Yosemite is a total mess, but it has gotten slightly better with 10.10.3 (if you are willing to ignore the Photos app, which launches constantly for no reason).
If you are willing to mess with drivers, you may want to try installing Linux. On a 2013 Air, battery life and performance (even graphics!) are surprisingly better with Debian Jessie than with OS X. Of course, it is a newer model than yours, but the drivers will only be more stable and mature with a 2011. Especially if you have 4 GB RAM and you're running into a memory barrier with OS X, you should see a significant improvement.
My iPhone and a couple flash drives do this, probably because it thinks my scanner is a camera.

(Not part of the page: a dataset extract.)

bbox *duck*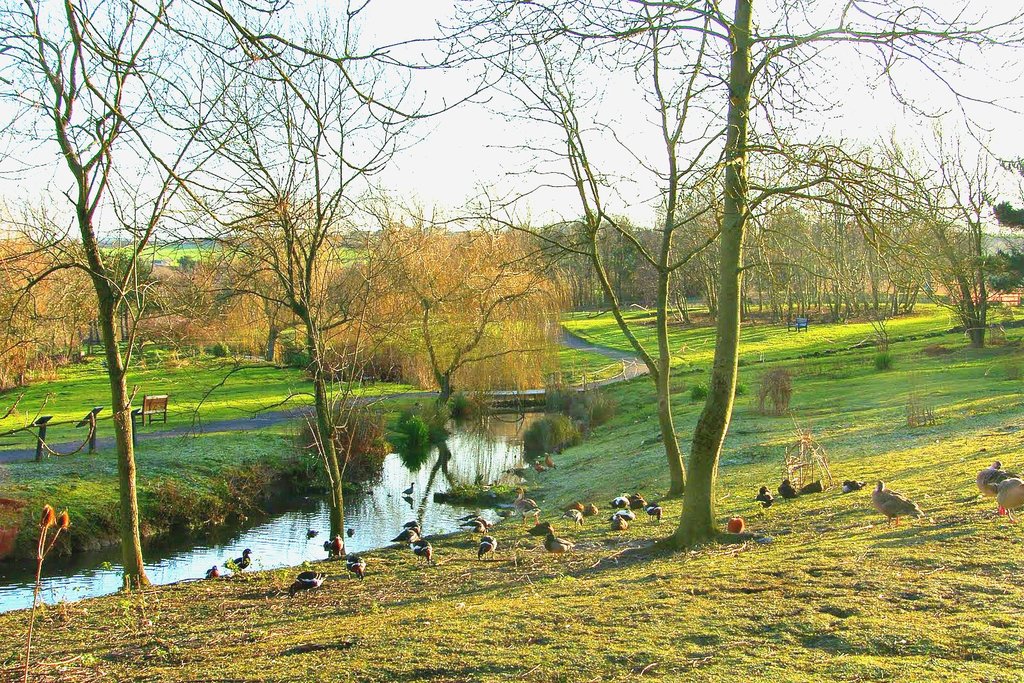
BBox(973, 462, 1017, 501)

Unfortunately I can't stop it from launching (assuming I can disable it in Preferences) until it will actually launch—I have left it beachballing for a very long time and it still has not finished launching, so I just force quit it.

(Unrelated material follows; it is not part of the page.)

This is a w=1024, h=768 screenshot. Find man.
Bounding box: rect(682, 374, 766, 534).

Open the Image Capture application, and you can change the setting at the bottom-left of the window. It seems to get increasingly hidden with each OS release.
This used to be the only place to change the setting—which was ridiculous because virtually no one ever used Image Capture (especially because iPhoto opened by default). But to Apple's credit, you can now also change this preference in Photos. Of course, as the previous poster pointed out, you have to actually wait for Photos to finish launching. But at least it's there now!
Always 'Quit' open apps you don't use,
never, NEVER have 2 sessions open at the same time,
and try using lighter applications when you can (VLC instead of iTunes for music, Skim instead of Preview for PDFs, Preview instead of Photos for images, etc)
I have to use a 2012 MBP with Yosemite from time to time and if I follow these rules it is definitely bearable.
My 2011 11" Air (i7) runs 10.10 just fine. I haven't noticed any slowdown over the past 4 years, although I do disable all the unnecessary transparency and animations Apple keeps adding for seemingly no reason.
By the way, my battery health is also around 85% after 500 cycles and being plugged in and charged to 100% whenever possible.
Switch to OSX 10.9, problem solved. My 2012 rMBP with top end specs is also sluggish on 10.10.3. Not sure what Apple is thinking. On the other hand I am still using my 2003 Panasonic CF 73. It's not quick, but for the limited tasks of automating my DSLR it works perfect.
MacBook Pro (13-inch, Early 2011) 2.3Ghz i5, self-upgraded hardware to 16GB 1333MHz DDR3 RAM, Samsung SSD 120GB, caddy with 500GB HD, replaced battery with cheap Chinese, running 10.10.3 like a charm (only my SD-card slot never worked).
Yes, mine still runs smooth, that's why i always buy the fastest model (processor) available, it's more expensive when buying but usually saves money in the long run.
(i have the 1.8GHz Dual-Core Intel Core i7)
my macbook 2008 running os x 10.7.5, 128gb ssd and 4gb ram is still fast enough and gets the job done. It's even faster than the latest middle to low end windows PC's (dual boot with windows 7)
MBP 2009 here... works as good as new. Only upgrade was a SSD for the hdd. Still only 4GB RAM. Wouldn't want to do much video/graphics processing but everything else is fine.